The Alvarado Gardens Neighborhood Association, meanwhile, has its own issues with the change.

While it has not yet taken a position for or against the permit-only parking, AGNA President Diana Hunt said the board is concerned that the city transitioned both streets without involving, or even notifying, the neighborhood association beforehand. Hunt said she was unaware the streets were permit-only parking until after the signs were installed and she began fielding questions from residents. Hunt said she followed up with the city’s parking director, who told her “it was best practice to work with the neighborhood associations and make sure they’re involved, and that they really just dropped the ball.”

City spokesman Johnny Chandler said the parking division normally contacts neighborhood associations as a courtesy, but the matter is really “up to the streets more than the neighborhood associations.”

As for Norton’s concerns that the city is allowing neighborhoods to dictate who can park on city streets, Chandler said the parking division assesses an area before permit parking requests advance. The city visited and evaluated the Trellis area, he said and determined it was experiencing a “high impact” from non-resident parking.

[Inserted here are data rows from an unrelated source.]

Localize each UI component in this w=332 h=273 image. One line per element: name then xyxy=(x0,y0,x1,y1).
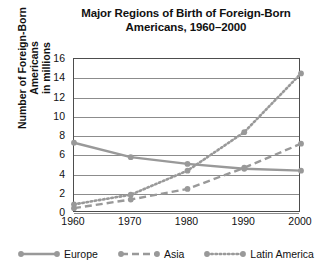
data-point xyxy=(298,141,304,147)
chart-title: Major Regions of Birth of Foreign-Born A… xyxy=(46,6,326,34)
x-axis-tick-labels: 19601970198019902000 xyxy=(73,215,300,231)
y-tick-12: 12 xyxy=(53,92,65,102)
data-point xyxy=(128,154,134,160)
data-point xyxy=(185,186,191,192)
data-point xyxy=(241,165,247,171)
series-line xyxy=(74,73,301,204)
x-tick-1980: 1980 xyxy=(175,215,198,227)
y-tick-4: 4 xyxy=(59,169,65,179)
y-tick-14: 14 xyxy=(53,72,65,82)
data-point xyxy=(185,168,191,174)
legend-label: Latin America xyxy=(250,248,314,260)
chart-title-line-1: Major Regions of Birth of Foreign-Born xyxy=(81,7,291,19)
x-tick-1960: 1960 xyxy=(61,215,84,227)
chart-container: Major Regions of Birth of Foreign-Born A… xyxy=(0,0,332,273)
legend-item-asia[interactable]: Asia xyxy=(118,248,184,260)
legend-item-latin-america[interactable]: Latin America xyxy=(204,248,314,260)
y-tick-10: 10 xyxy=(53,111,65,121)
chart-legend: EuropeAsiaLatin America xyxy=(0,244,332,264)
x-tick-2000: 2000 xyxy=(288,215,311,227)
chart-title-line-2: Americans, 1960–2000 xyxy=(126,21,247,33)
y-tick-16: 16 xyxy=(53,53,65,63)
legend-label: Asia xyxy=(164,248,184,260)
data-point xyxy=(71,140,77,146)
legend-swatch-dotted xyxy=(204,248,246,260)
data-point xyxy=(298,168,304,174)
data-point xyxy=(128,192,134,198)
plot-area xyxy=(73,58,300,212)
x-tick-1990: 1990 xyxy=(232,215,255,227)
series-layer xyxy=(74,59,301,213)
gridline-0 xyxy=(74,213,299,214)
legend-item-europe[interactable]: Europe xyxy=(18,248,98,260)
legend-swatch-dashed xyxy=(118,248,160,260)
data-point xyxy=(185,161,191,167)
legend-label: Europe xyxy=(64,248,98,260)
y-tick-8: 8 xyxy=(59,130,65,140)
y-axis-tick-labels: 0246810121416 xyxy=(0,58,69,212)
data-point xyxy=(71,201,77,207)
data-point xyxy=(298,71,304,77)
legend-swatch-solid xyxy=(18,248,60,260)
y-tick-2: 2 xyxy=(59,188,65,198)
data-point xyxy=(241,129,247,135)
x-tick-1970: 1970 xyxy=(118,215,141,227)
y-tick-6: 6 xyxy=(59,149,65,159)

The process also requires a survey of the affected street’s residents. At least 51% must agree for the city to convert to permit-only.

On Trellis, 21 of 24 households supported the change. An unsigned note accompanying the petition complained about speeding issues, abandoned vehicles and a sense of fear about whether the vehicles lining the street were potential burglars scoping out targets. The letter said the street parking congestion was not attributable to the street’s residents since they all already park on their own property.

“We hope that the permit parking will be for 7 days a week so that we can enjoy our neighborhood like it once was; quiet, no congestion and not looking like a parking lot,” it said.

Trellis resident Joe said the Trellis and Decker restrictions did not eliminate public parking in the vicinity of the area’s two bosque access points – one at the west end of Candelaria and one at the west end of Campbell. He cited the Rio Grande Nature Center State Park’s public lot, though it costs $3 per vehicle and is locked at 5 p.m. daily. There is also free street parking along most – though not all – of Candelaria between the bosque and Rio Grande Boulevard. However, parking is still prohibited along the entire equivalent stretch of Campbell, which Chandler said predates the current parking division but was apparently due to “reports of illegal activity in that area.”

Joe said recreation seekers should convince either the city or state to find other parking solutions if they need more.

“Why should a quiet neighborhood that’s always been that way, all the sudden getting impact by all those people coming down here, … have to live with that?” he said.

But Norton sees new parking lots as a tough sell and said she is still worried that what is happening on Trellis and Decker will have a domino effect throughout the area and possibly the city.

“What concerns me is shutting off access to public open space properties by having private parking,” she said. “We already have so many gated communities that shut it off.”